INSTRUCTIONS FOR THE TASK
In the entries below, begin at the line that has "Image resolution: width=551", stop after the line that has "The image size is (786, 532).", and output those lines exactly with no pictures.

DATASET RECORDS
****************
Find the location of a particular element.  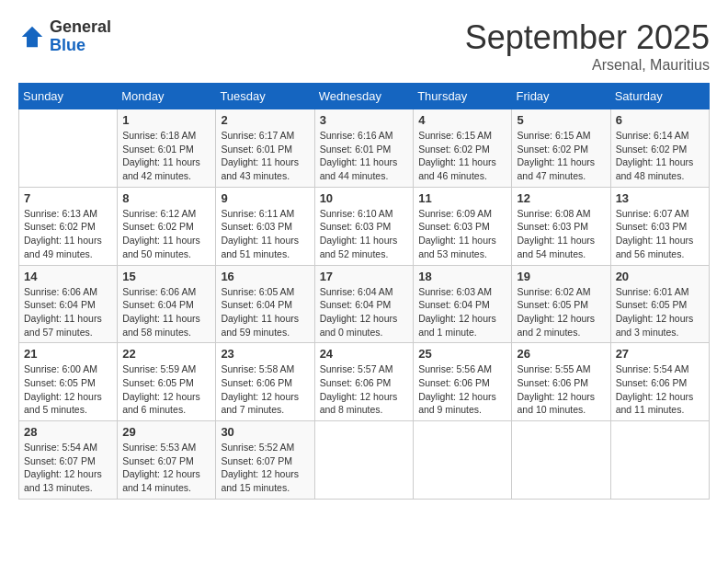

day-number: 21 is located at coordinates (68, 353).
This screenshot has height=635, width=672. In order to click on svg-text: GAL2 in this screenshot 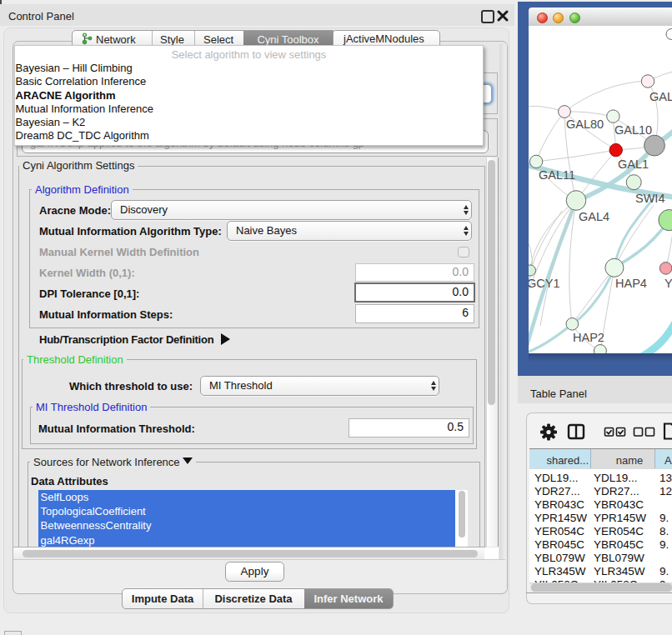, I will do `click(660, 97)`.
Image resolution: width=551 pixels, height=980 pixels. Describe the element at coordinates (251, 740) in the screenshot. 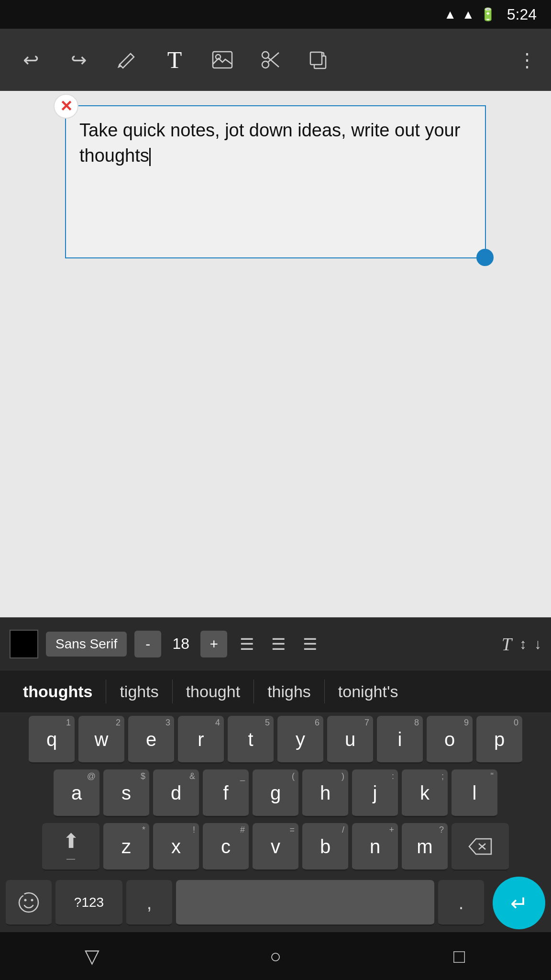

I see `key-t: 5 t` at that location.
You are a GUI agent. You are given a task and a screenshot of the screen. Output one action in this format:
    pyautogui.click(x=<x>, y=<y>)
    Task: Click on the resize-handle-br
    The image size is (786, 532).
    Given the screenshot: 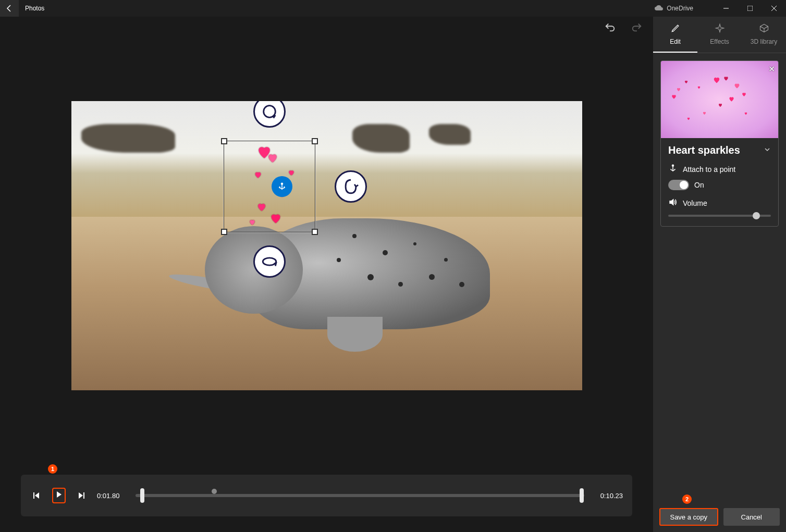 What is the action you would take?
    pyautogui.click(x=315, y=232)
****************
SOLUTION TO THE EXERCISE
Image resolution: width=551 pixels, height=980 pixels. Describe the element at coordinates (251, 740) in the screenshot. 

I see `key-t: 5 t` at that location.
You are a GUI agent. You are given a task and a screenshot of the screen. Output one action in this format:
    pyautogui.click(x=<x>, y=<y>)
    Task: Click on the resize-handle-br
    The image size is (786, 532).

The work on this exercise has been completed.